I list a few of the parallels at http://pithingcontest.blogspot.com/2008/02/tale-of-two-williams-judging-tree-by.html

I find in the uncanny parallels of the careers of William F Buckley and William Sloan Coffin the very heart of the mystery of why some of us turn out liberal and others less disposed to random humanity.

I list a few of the parallels at http://pithingcontest.blogspot.com/2008/02/tale-of-two-williams-judging-tree-by.html

I find in the uncanny parallels of the careers of William F Buckley and William Sloan Coffin the very heart of the mystery of why some of us turn out liberal and others less disposed to random humanity.

I list a few of the parallels at http://pithingcontest.blogspot.com/2008/02/tale-of-two-williams-judging-tree-by.html

ok, that was not on purpose. do not hit refresh after submitting has accepted your captcha...the submission will re-occur.

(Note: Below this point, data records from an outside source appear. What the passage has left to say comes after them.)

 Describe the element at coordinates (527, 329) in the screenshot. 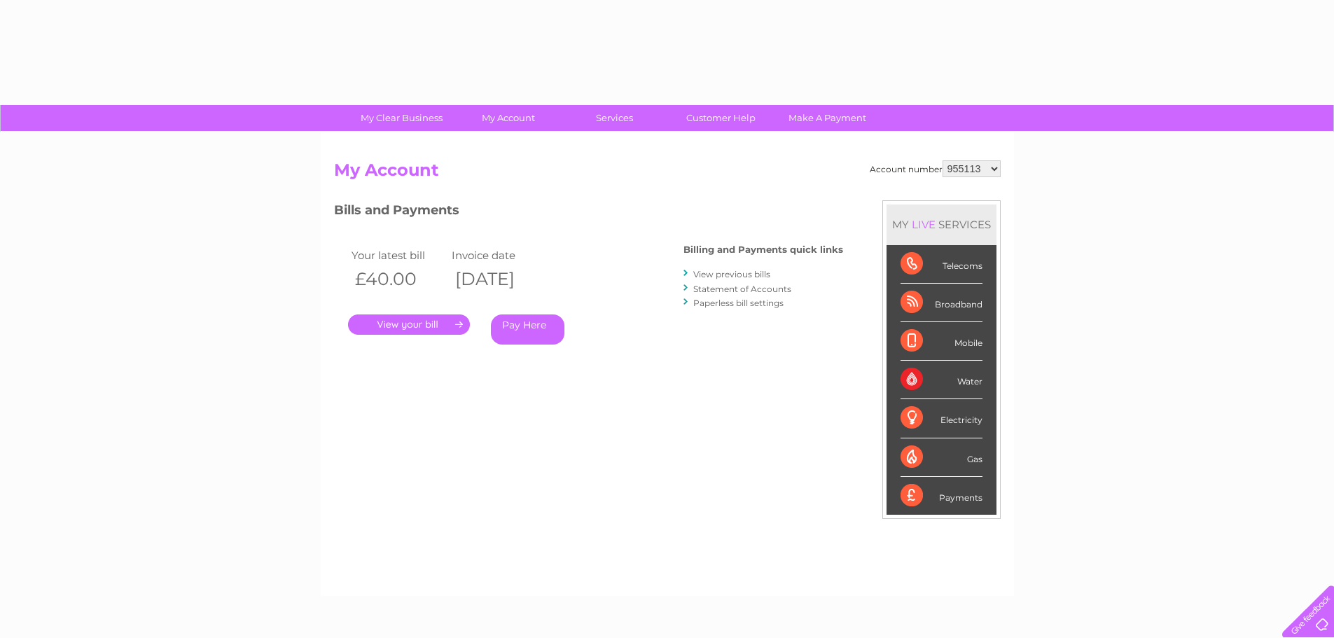

I see `a: Pay Here` at that location.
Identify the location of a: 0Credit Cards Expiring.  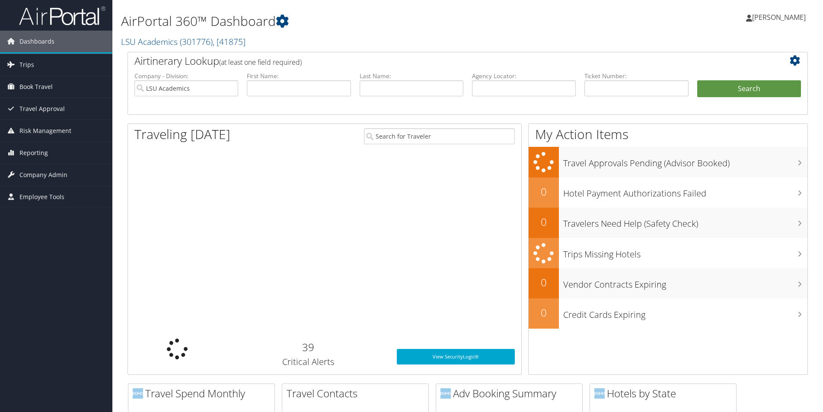
(668, 314).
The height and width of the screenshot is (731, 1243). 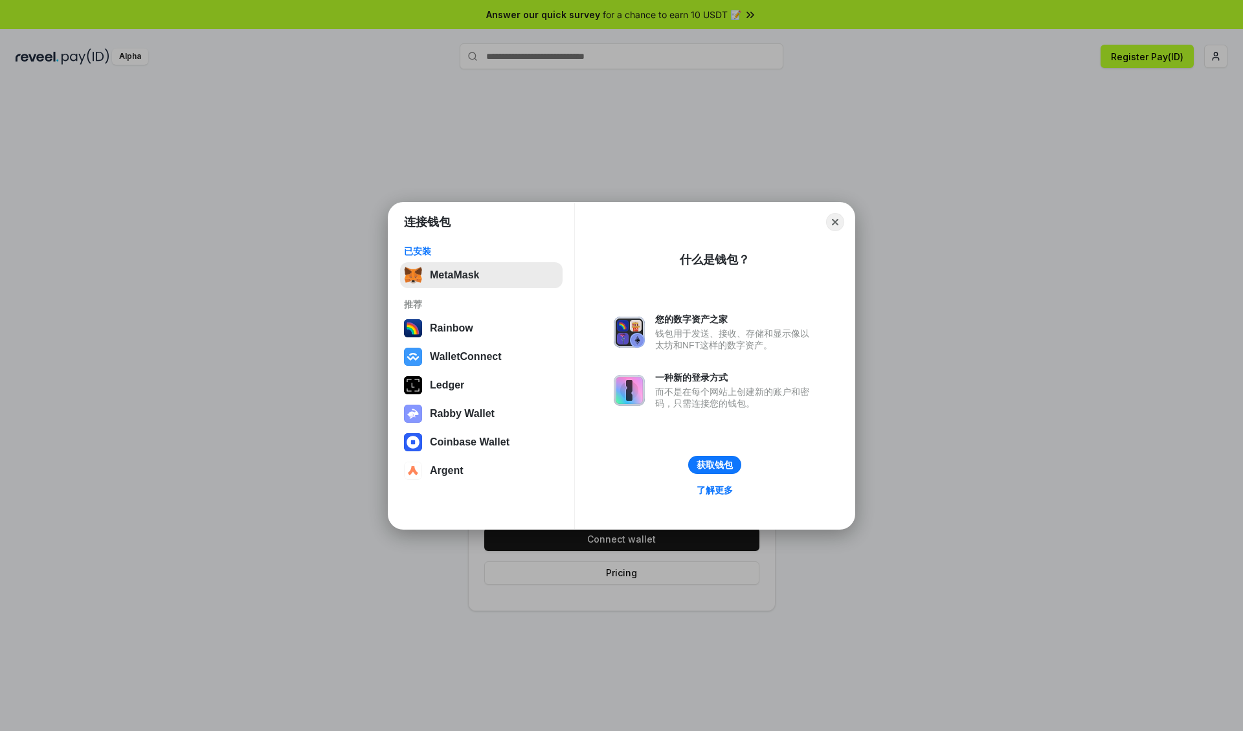 What do you see at coordinates (447, 385) in the screenshot?
I see `div: Ledger` at bounding box center [447, 385].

Forgive my obtuseness, but I believe we are asked to put the transitive property to work here: Buckley honors McCarthy, McCarthy slanders Marshall, therefore Buckley slanders Marshall. I have no reason, really, to doubt it, although it seems a bit of a stretch. Could it be that Buckley was indeed the Ur-Colbert - a "high status, well-intentioned idiot"? Certainly he acknowledged some of his earlier idiocy, which suggests that Churchill's admonition about liberals and conservatives is a two-way street.